Uniformed and plainclothes police stood guard across the vast plaza that was the epicenter of the student-led movement that was crushed by the military on the night of June 3-4, 1989.

CBS News correspondent Barry Petersen reports that Tiananmen Square was open for tourists Thursday, but not to foreign journalists, including himself.

"We suddenly needed special permission, and authorities said that might take days," reports Petersen. "China's leaders want no publicity about this anniversary."

Plain clothes officers aggressively confronted journalists on the streets surrounding the square, cursing and threatening violence against them.

The extraordinary security moves come after government censors shut down social networking and image-sharing Web sites such as Twitter and Flickr, and blacked out foreign news channels such as CNN each time they aired stories about Tiananmen. Dissidents were confined to their homes or forced to leave Beijing, part of sweeping efforts to prevent online debate or organized commemorations of the anniversary.

In another sign of the government's unwavering hard-line stance toward the protests, the second most-wanted student leader from 1989 said he had been denied entry to the southern Chinese territory of Macau.

Wu'er Kaixi, in exile since fleeing China after the crackdown, traveled to Macau on Wednesday to turn himself in to authorities in a bid to return home. He told The Associated Press by phone he was held overnight at the Macau airport's detention center and that being denied entry on the Tiananmen anniversary was a "tragedy."

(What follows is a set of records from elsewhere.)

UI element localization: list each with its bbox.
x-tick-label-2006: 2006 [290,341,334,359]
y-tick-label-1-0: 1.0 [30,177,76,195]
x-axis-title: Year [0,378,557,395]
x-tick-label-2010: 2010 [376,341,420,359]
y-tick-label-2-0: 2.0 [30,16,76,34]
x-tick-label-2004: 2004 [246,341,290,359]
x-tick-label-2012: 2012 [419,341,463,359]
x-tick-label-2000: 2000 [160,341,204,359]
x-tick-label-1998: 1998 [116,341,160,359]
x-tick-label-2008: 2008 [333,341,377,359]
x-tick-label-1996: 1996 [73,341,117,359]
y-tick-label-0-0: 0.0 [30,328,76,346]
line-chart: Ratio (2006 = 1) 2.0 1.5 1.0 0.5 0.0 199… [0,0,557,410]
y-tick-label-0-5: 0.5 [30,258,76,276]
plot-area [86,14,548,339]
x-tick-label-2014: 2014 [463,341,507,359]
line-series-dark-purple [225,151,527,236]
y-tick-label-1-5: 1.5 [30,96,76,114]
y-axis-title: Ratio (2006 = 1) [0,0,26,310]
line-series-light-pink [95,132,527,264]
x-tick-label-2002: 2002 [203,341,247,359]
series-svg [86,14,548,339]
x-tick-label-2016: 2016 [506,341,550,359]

He returned to Taiwan later Thursday.

Wu'er rose to fame in 1989 as a pajama-clad hunger striker yelling at then-premier Li Peng at a televised meeting during the protests. Named No. 2 on the government's list of 21 most-wanted student leaders after the crackdown, he escaped and now lives in exile in the self-ruled island of Taiwan. An attempt to return home in 2004 was rebuffed when he was deported from the Chinese territory of Hong Kong.

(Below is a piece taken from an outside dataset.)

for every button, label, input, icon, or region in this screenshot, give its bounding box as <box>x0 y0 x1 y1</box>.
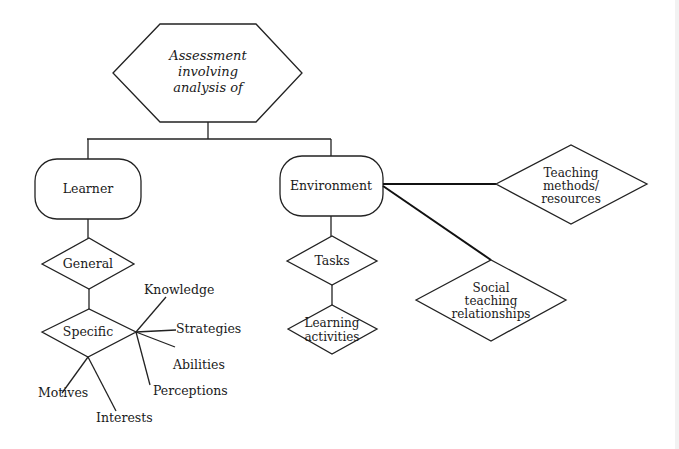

Wu'er said in a statement issued through a friend that he wants to turn himself in to the Chinese authorities so he can visit his parents - who haven't been allowed to leave China.

The student leader who topped the most-wanted list, Wang Dan, was jailed for seven years before being expelled to the United States in 1998.

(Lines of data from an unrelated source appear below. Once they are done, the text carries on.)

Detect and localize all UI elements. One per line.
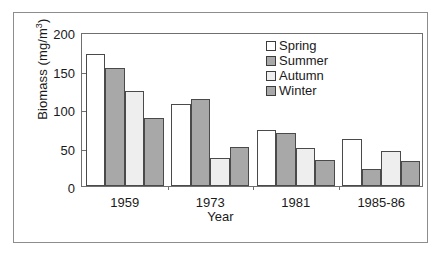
bar-summer-1981 bbox=[276, 133, 296, 186]
bar-autumn-1973 bbox=[210, 158, 230, 186]
bar-autumn-1985-86 bbox=[381, 151, 401, 186]
bar-winter-1985-86 bbox=[401, 161, 421, 186]
y-axis-title-exponent: 3 bbox=[34, 23, 44, 28]
legend-swatch-icon bbox=[266, 41, 276, 51]
bar-summer-1985-86 bbox=[362, 169, 382, 186]
y-axis-title-tail: ) bbox=[35, 19, 50, 23]
legend-item-label: Summer bbox=[279, 54, 328, 67]
x-tick-mark bbox=[168, 186, 169, 190]
x-axis-title: Year bbox=[14, 209, 427, 224]
bar-winter-1973 bbox=[230, 147, 250, 186]
bar-autumn-1959 bbox=[125, 91, 145, 186]
bar-spring-1985-86 bbox=[342, 139, 362, 186]
legend-item-winter: Winter bbox=[266, 84, 328, 97]
y-axis-title-text: Biomass (mg/m bbox=[35, 28, 50, 120]
x-tick-mark bbox=[253, 186, 254, 190]
x-tick-label: 1985-86 bbox=[357, 195, 405, 210]
x-tick-label: 1981 bbox=[281, 195, 310, 210]
bar-spring-1959 bbox=[86, 54, 106, 186]
bar-winter-1959 bbox=[144, 118, 164, 186]
chart-figure: Biomass (mg/m3) 050100150200 19591973198… bbox=[13, 12, 428, 243]
legend-item-label: Autumn bbox=[279, 69, 324, 82]
x-tick-label: 1959 bbox=[110, 195, 139, 210]
legend-swatch-icon bbox=[266, 71, 276, 81]
bar-autumn-1981 bbox=[296, 148, 316, 186]
legend-item-label: Spring bbox=[279, 39, 317, 52]
plot-area: 050100150200 1959197319811985-86 bbox=[81, 33, 423, 187]
y-tick-label: 50 bbox=[61, 142, 75, 157]
legend-item-label: Winter bbox=[279, 84, 317, 97]
legend-swatch-icon bbox=[266, 86, 276, 96]
x-tick-mark bbox=[339, 186, 340, 190]
bar-winter-1981 bbox=[315, 160, 335, 186]
bar-spring-1981 bbox=[257, 130, 277, 186]
bar-spring-1973 bbox=[171, 104, 191, 186]
y-tick-label: 200 bbox=[53, 27, 75, 42]
bar-summer-1959 bbox=[105, 68, 125, 186]
legend-item-autumn: Autumn bbox=[266, 69, 328, 82]
y-tick-label: 100 bbox=[53, 104, 75, 119]
y-tick-label: 0 bbox=[68, 181, 75, 196]
x-tick-label: 1973 bbox=[196, 195, 225, 210]
chart-legend: SpringSummerAutumnWinter bbox=[266, 39, 328, 97]
bar-summer-1973 bbox=[191, 99, 211, 186]
y-axis-title: Biomass (mg/m3) bbox=[34, 0, 50, 149]
legend-item-spring: Spring bbox=[266, 39, 328, 52]
legend-swatch-icon bbox=[266, 56, 276, 66]
y-tick-label: 150 bbox=[53, 65, 75, 80]
legend-item-summer: Summer bbox=[266, 54, 328, 67]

In Washington, U.S. Secretary of State Hillary Rodham Clinton said in a statement Wednesday that China, as an emerging global power, "should examine openly the darker events of its past and provide a public accounting of those killed, detained or missing, both to learn and to heal."

In a statement marking the anniversary, Taiwanese President Ma Ying-jeou urged China to lift the taboo on discussing the crackdown.

"This painful chapter in history must be faced. Pretending it never happened is not an option," Ma said in a statement issued Thursday.

Chinese Foreign Ministry spokesman attacked Clinton's comments as a "gross interference in China's internal affairs."

"We urge the U.S. to put aside its political prejudice and correct its wrongdoing and refrain from disrupting or underming bilateral relations," Qin Gang said in response to a question at a regularly scheduled news brifing.

Qin refused to comment on the security measures - or even acknowledge they were in place.

"Today is like any other day, stable," he said.

Beijing has never allowed an independent investigation into the military's crushing of the protests, in which possibly thousands of students, activists and ordinary citizens were killed. Young Chinese know little about the events, having grown up in a generation that has largely eschewed politics in favor of raw nationalism, wealth acquisition, and individual pursuits.

Authorities have been tightening surveillance of China's dissident community ahead of the anniversary, with some leading writers already under close watch or house arrest for months.

Ding Zilin, a retired professor and advocate for Tiananmen victims, said by telephone that a dozen officers have been blocking her and her husband from leaving their Beijing apartment.

In contrast to the repression on the mainland, tens of thousands of people were expected to attend an annual candlelight vigil in the former British colony of Hong Kong, which has maintained its own legal system and open society since reverting to Chinese rule in 1997.